You can cut out any portions of a Christmas cactus (various Schlumbergera hybrids go by the common names Christmas-, Thanksgiving- and Easter cactus) if they become too old and woody to be attractive, or have been damaged. What you clip now won't be there to contribute to the bloom but your pruning won't affect all the tips you leave in place, which are in bud or priming themselves to develop flower buds.

Rarely need to up-pot this plant that likes a crowd

Don't think you should clip out stems to keep the pot from becoming crowded, however. Schlumbergera isn't a soil dweller, in nature. It makes its home high in the crotches of trees in South American jungles, where it grows to huge size in tiny pockets of organic debris.

They live there on water when it comes -- that's frequently during the rainy season when the plants take advantage to grow with gusto and bloom -- and they rest there doing without during the dry season. They are also very efficient users of nutrients, getting by on the decay of fallen leaves plus chance deposits made by birds and other canopy dwelling animals.

As long as you can keep your from overbalancing its pot, and if you can water it frequently enough during its active growth phase to keep that small root mass from going completely dry, there's no need to make room in the pot or to up-pot.

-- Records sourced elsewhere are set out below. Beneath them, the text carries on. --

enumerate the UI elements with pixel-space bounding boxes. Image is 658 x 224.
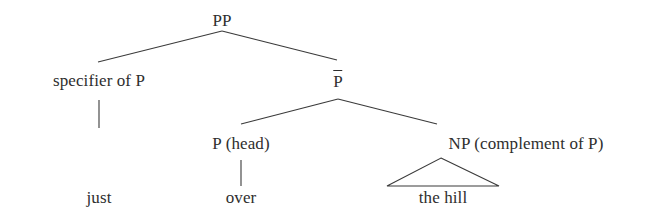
node-p-bar: P (333, 70, 342, 90)
edge-pbar-to-head (241, 99, 338, 124)
edge-pp-to-pbar (222, 31, 337, 60)
terminal-the-hill: the hill (419, 189, 468, 206)
p-bar-overbar-icon (333, 70, 342, 71)
edge-pp-to-specifier (98, 31, 222, 62)
edge-pbar-to-complement (338, 99, 437, 124)
node-np-complement: NP (complement of P) (449, 135, 604, 152)
p-bar-letter: P (333, 73, 342, 90)
terminal-just: just (87, 189, 112, 206)
terminal-over: over (226, 189, 257, 206)
np-abbreviation-triangle-icon (387, 158, 499, 186)
node-specifier-of-p: specifier of P (53, 72, 145, 89)
node-p-head: P (head) (212, 135, 269, 152)
node-pp-root: PP (212, 12, 231, 29)
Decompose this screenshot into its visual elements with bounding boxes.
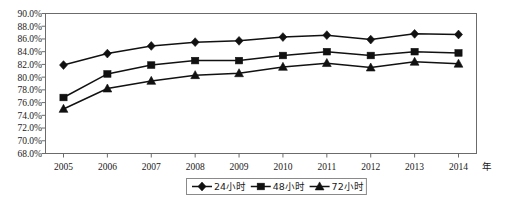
x-axis-tick-label: 2014: [449, 162, 468, 172]
x-axis-tick-label: 2012: [361, 162, 380, 172]
y-axis-tick-label: 86.0%: [17, 34, 42, 44]
x-axis-tick-label: 2008: [186, 162, 205, 172]
y-axis-tick-label: 82.0%: [17, 60, 42, 70]
data-point-square: [411, 48, 418, 55]
data-point-square: [235, 57, 242, 64]
legend-items: 24小时48小时72小时: [192, 181, 364, 192]
x-axis-tick-label: 2009: [230, 162, 249, 172]
x-axis-tick-label: 2007: [142, 162, 161, 172]
x-axis-tick-label: 2005: [54, 162, 73, 172]
x-axis-unit-label: 年: [482, 161, 492, 172]
data-point-square: [323, 48, 330, 55]
data-point-square: [257, 183, 264, 190]
y-axis-tick-label: 72.0%: [17, 123, 42, 133]
y-axis-tick-label: 70.0%: [17, 136, 42, 146]
data-point-square: [455, 50, 462, 57]
y-axis-tick-label: 74.0%: [17, 111, 42, 121]
x-axis-tick-label: 2006: [98, 162, 117, 172]
legend-label: 48小时: [273, 181, 305, 192]
chart-container: 90.0%88.0%86.0%84.0%82.0%80.0%78.0%76.0%…: [0, 0, 515, 206]
y-axis-tick-label: 76.0%: [17, 98, 42, 108]
y-axis-tick-label: 90.0%: [17, 9, 42, 19]
y-axis-tick-label: 68.0%: [17, 149, 42, 159]
data-point-square: [279, 52, 286, 59]
legend-label: 24小时: [214, 181, 246, 192]
data-point-square: [148, 62, 155, 69]
data-point-square: [104, 71, 111, 78]
data-point-square: [192, 57, 199, 64]
x-axis-tick-label: 2011: [318, 162, 337, 172]
x-axis-tick-label: 2013: [405, 162, 424, 172]
x-axis-tick-label: 2010: [273, 162, 292, 172]
y-axis-tick-label: 80.0%: [17, 73, 42, 83]
data-point-square: [367, 52, 374, 59]
legend-label: 72小时: [332, 181, 364, 192]
y-axis-tick-label: 78.0%: [17, 85, 42, 95]
y-axis-tick-label: 88.0%: [17, 22, 42, 32]
line-chart: 90.0%88.0%86.0%84.0%82.0%80.0%78.0%76.0%…: [0, 0, 515, 206]
chart-legend: 24小时48小时72小时: [187, 179, 367, 195]
data-point-square: [60, 94, 67, 101]
y-axis-tick-label: 84.0%: [17, 47, 42, 57]
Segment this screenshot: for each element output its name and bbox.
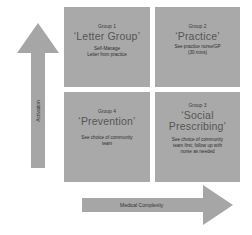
group-title: ‘Social Prescribing’ (159, 110, 236, 132)
group-description: See choice of community team first; foll… (159, 137, 236, 155)
group-description: See choice of community team (68, 135, 146, 147)
quadrant-group-1: Group 1 ‘Letter Group’ Self-Manage Lette… (64, 7, 150, 87)
vertical-axis-label: Activation (35, 95, 41, 127)
group-title: ‘Letter Group’ (68, 31, 146, 42)
title-line: Prescribing’ (159, 121, 236, 132)
group-title: ‘Prevention’ (68, 116, 146, 127)
group-title: ‘Practice’ (159, 31, 236, 42)
group-label: Group 2 (159, 23, 236, 29)
quadrant-group-4: Group 4 ‘Prevention’ See choice of commu… (64, 92, 150, 182)
group-description: See practice nurse/GP (30 mins) (159, 44, 236, 56)
group-label: Group 3 (159, 102, 236, 108)
group-description: Self-Manage Letter from practice (68, 46, 146, 58)
horizontal-axis-label: Medical Complexity (120, 202, 163, 208)
description-line: (30 mins) (159, 50, 236, 56)
description-line: Letter from practice (68, 52, 146, 58)
group-label: Group 4 (68, 108, 146, 114)
group-label: Group 1 (68, 23, 146, 29)
description-line: team (68, 141, 146, 147)
description-line: nurse as needed (159, 149, 236, 155)
quadrant-group-3: Group 3 ‘Social Prescribing’ See choice … (155, 92, 240, 182)
quadrant-group-2: Group 2 ‘Practice’ See practice nurse/GP… (155, 7, 240, 87)
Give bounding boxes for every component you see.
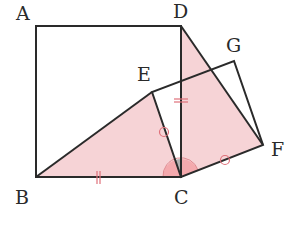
label-A: A: [15, 2, 30, 24]
triangle-BEC-shade: [36, 92, 181, 177]
triangle-DCF-shade: [181, 26, 263, 177]
label-B: B: [15, 186, 29, 208]
geometry-diagram: A D G E B C F: [0, 0, 296, 232]
label-G: G: [226, 34, 241, 56]
label-E: E: [137, 63, 151, 85]
label-C: C: [174, 186, 189, 208]
label-D: D: [173, 0, 188, 22]
label-F: F: [271, 138, 284, 160]
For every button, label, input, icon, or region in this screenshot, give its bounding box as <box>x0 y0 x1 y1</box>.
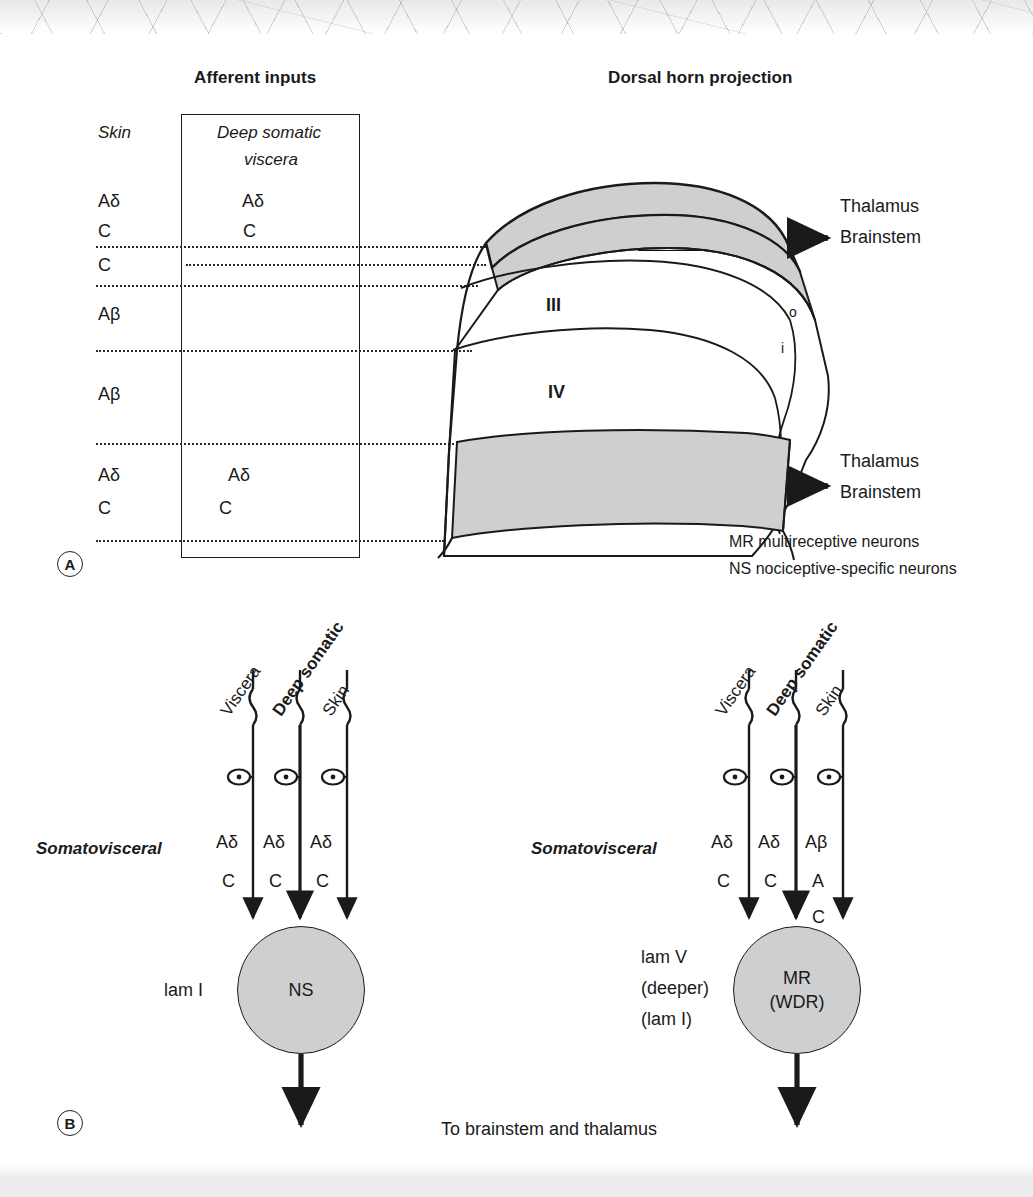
lamina-ii-inner-label: i <box>781 341 784 355</box>
skin-fiber-2: C <box>98 222 111 240</box>
lamina-ii-inner-recurve <box>773 320 795 492</box>
lamina-ii-outer-label: o <box>789 305 797 319</box>
projection-superficial-line2: Brainstem <box>840 228 921 246</box>
left-ganglion-1-nucleus <box>237 775 242 780</box>
scan-texture-top <box>0 0 1033 34</box>
right-fibre-3-source: Skin <box>812 681 847 720</box>
right-ganglion-1 <box>724 770 746 785</box>
heading-dorsal-horn-projection: Dorsal horn projection <box>608 69 793 86</box>
deep-somatic-viscera-box <box>181 114 360 558</box>
right-fibre-2-type-1: Aδ <box>758 833 780 851</box>
lamina-iv-recurve <box>774 398 781 534</box>
right-fibre-3-type-2: A <box>812 872 824 890</box>
lamina-iii-iv-boundary <box>453 328 775 398</box>
left-soma-label: NS <box>288 978 313 1002</box>
marker-box-lamina-ii: NS, MR <box>638 231 701 251</box>
deep-column-title-line2: viscera <box>244 151 298 168</box>
marker-box-lamina-i: NS, MR <box>637 196 700 216</box>
left-lamina-label: lam I <box>164 981 203 999</box>
skin-column-title: Skin <box>98 124 131 141</box>
lamina-label-iii: III <box>546 296 561 314</box>
right-fibre-2-type-2: C <box>764 872 777 890</box>
divider-rule-5 <box>96 443 458 445</box>
left-neuron-soma: NS <box>237 926 365 1054</box>
deep-fiber-1: Aδ <box>242 192 264 210</box>
lamina-ii-iii-boundary <box>461 261 790 320</box>
skin-fiber-7: C <box>98 499 111 517</box>
skin-fiber-5: Aβ <box>98 385 120 403</box>
skin-fiber-4: Aβ <box>98 305 120 323</box>
scan-texture-bottom <box>0 1165 1033 1197</box>
left-ganglion-1 <box>228 770 250 785</box>
right-neuron-soma: MR (WDR) <box>733 926 861 1054</box>
divider-rule-3 <box>96 285 478 287</box>
lamina-label-ii: II <box>549 240 559 258</box>
skin-fiber-3: C <box>98 256 111 274</box>
right-soma-label-line2: (WDR) <box>770 990 825 1014</box>
skin-fiber-6: Aδ <box>98 466 120 484</box>
left-ganglion-2-nucleus <box>284 775 289 780</box>
right-ganglion-1-nucleus <box>733 775 738 780</box>
right-ganglion-3-nucleus <box>827 775 832 780</box>
dorsal-horn-left-edge <box>444 243 486 556</box>
right-ganglion-3 <box>818 770 840 785</box>
left-fibre-2-type-2: C <box>269 872 282 890</box>
right-fibre-3-type-1: Aβ <box>805 833 827 851</box>
left-fibre-1-type-2: C <box>222 872 235 890</box>
deep-column-title-line1: Deep somatic <box>217 124 321 141</box>
right-axon-1 <box>746 689 753 725</box>
divider-rule-6 <box>96 540 444 542</box>
left-fibre-3-type-1: Aδ <box>310 833 332 851</box>
right-lamina-label-line2: (deeper) <box>641 979 709 997</box>
right-fibre-1-type-2: C <box>717 872 730 890</box>
left-ganglion-2 <box>275 770 297 785</box>
deep-fiber-2: C <box>243 222 256 240</box>
legend-ns: NS nociceptive-specific neurons <box>729 561 957 577</box>
left-fibre-2-type-1: Aδ <box>263 833 285 851</box>
skin-fiber-1: Aδ <box>98 192 120 210</box>
left-ganglion-3 <box>322 770 344 785</box>
panel-a-badge: A <box>57 551 83 577</box>
left-neuron-side-label: Somatovisceral <box>36 840 162 857</box>
heading-afferent-inputs: Afferent inputs <box>194 69 316 86</box>
legend-mr: MR multireceptive neurons <box>729 534 919 550</box>
right-neuron-side-label: Somatovisceral <box>531 840 657 857</box>
divider-rule-2 <box>186 264 486 266</box>
divider-rule-1 <box>96 246 486 248</box>
projection-deep-line2: Brainstem <box>840 483 921 501</box>
left-fibre-3-type-2: C <box>316 872 329 890</box>
deep-fiber-3: Aδ <box>228 466 250 484</box>
deep-fiber-4: C <box>219 499 232 517</box>
left-neuron-drawing <box>228 670 351 1125</box>
dorsal-horn-body-outline <box>444 248 829 556</box>
right-ganglion-2 <box>771 770 793 785</box>
line-art-overlay <box>0 0 1033 1197</box>
lamina-v-band <box>452 430 790 538</box>
lamina-label-iv: IV <box>548 383 565 401</box>
right-neuron-drawing <box>724 670 847 1125</box>
panel-b-badge: B <box>57 1110 83 1136</box>
left-fibre-3-source: Skin <box>319 681 354 720</box>
projection-superficial-line1: Thalamus <box>840 197 919 215</box>
right-fibre-1-source: Viscera <box>712 662 761 720</box>
panel-b-bottom-caption: To brainstem and thalamus <box>441 1120 657 1138</box>
dorsal-horn-drawing <box>438 183 829 560</box>
divider-rule-4 <box>96 350 472 352</box>
left-ganglion-3-nucleus <box>331 775 336 780</box>
left-fibre-1-source: Viscera <box>217 662 266 720</box>
right-lamina-label-line1: lam V <box>641 948 687 966</box>
lamina-label-v: V <box>552 471 564 489</box>
projection-deep-line1: Thalamus <box>840 452 919 470</box>
right-soma-label-line1: MR <box>783 966 811 990</box>
marker-box-lamina-v: MR <box>640 470 692 490</box>
figure-canvas: Afferent inputs Dorsal horn projection S… <box>0 0 1033 1197</box>
left-fibre-1-type-1: Aδ <box>216 833 238 851</box>
lamina-label-i: I <box>553 200 558 218</box>
right-fibre-3-type-3: C <box>812 908 825 926</box>
right-ganglion-2-nucleus <box>780 775 785 780</box>
right-fibre-1-type-1: Aδ <box>711 833 733 851</box>
right-lamina-label-line3: (lam I) <box>641 1010 692 1028</box>
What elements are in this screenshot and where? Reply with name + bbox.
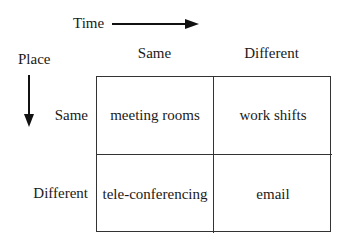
cell-different-time-different-place: email bbox=[214, 155, 332, 233]
column-header-different-time: Different bbox=[213, 45, 330, 61]
place-axis-label: Place bbox=[18, 51, 50, 67]
time-place-matrix: meeting rooms work shifts tele-conferenc… bbox=[96, 76, 331, 232]
row-header-different-place: Different bbox=[18, 185, 88, 201]
cell-same-time-same-place: meeting rooms bbox=[97, 77, 214, 155]
time-arrow-icon bbox=[111, 18, 201, 30]
column-header-same-time: Same bbox=[96, 45, 213, 61]
row-header-same-place: Same bbox=[18, 107, 88, 123]
cell-different-time-same-place: work shifts bbox=[214, 77, 332, 155]
time-axis-label: Time bbox=[73, 15, 104, 31]
cell-same-time-different-place: tele-conferencing bbox=[97, 155, 214, 233]
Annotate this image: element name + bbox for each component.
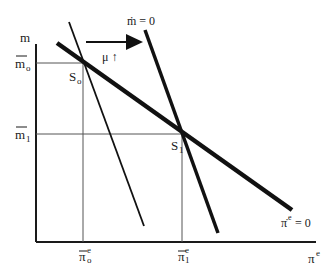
pi-dot-zero-line — [57, 43, 292, 210]
svg-text:m: m — [15, 127, 25, 142]
m-dot-zero-label: ṁ = 0 — [127, 14, 155, 28]
svg-text:m: m — [15, 56, 25, 71]
svg-text:o: o — [26, 63, 31, 73]
svg-text:e: e — [87, 245, 91, 255]
svg-text:1: 1 — [179, 145, 184, 155]
y-axis-label: m — [20, 30, 30, 45]
svg-text:e: e — [316, 248, 320, 258]
pi-dot-zero-label: π̇ e = 0 — [281, 213, 311, 230]
svg-text:e: e — [185, 245, 189, 255]
x-tick-pi1: π 1 e — [178, 245, 190, 265]
svg-text:S: S — [69, 69, 76, 84]
x-tick-pi0: π o e — [79, 245, 92, 265]
phase-diagram: m m o m 1 π o e π 1 e π e S o S 1 ṁ = 0 … — [0, 0, 333, 276]
svg-text:π̇: π̇ — [281, 216, 288, 230]
svg-text:S: S — [171, 138, 178, 153]
svg-text:π: π — [308, 251, 315, 266]
mu-increase-label: μ ↑ — [102, 50, 117, 64]
point-s0-label: S o — [69, 69, 82, 86]
y-tick-m1: m 1 — [15, 127, 31, 144]
svg-text:1: 1 — [26, 134, 31, 144]
svg-text:= 0: = 0 — [292, 216, 311, 230]
svg-text:o: o — [77, 76, 82, 86]
x-axis-label: π e — [308, 248, 320, 266]
svg-text:1: 1 — [185, 255, 190, 265]
shift-arrow-icon — [126, 34, 143, 50]
svg-text:o: o — [87, 255, 92, 265]
y-tick-m0: m o — [15, 56, 31, 73]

Encourage more people to leave these plants out in the cold

We hope your example will help a few more people steel themselves to leave a Christmas cactus outdoors just a bit longer in fall. So long as they bring it in overnight to a dark room if there's danger of frost, they can put it right back out again the next day and it will be fine. What makes that effort worthwhile is that the combination of lengthening nights, falling temperatures and unbeatable solar power of full daylight is what triggers and fuels a Christmas cactus to bloom as fully as yours.

 Cut out some woody trunks if you will but this Christmas cactus (Schlumbergera) isn't suffering from being crowded. Its species even likes it that way.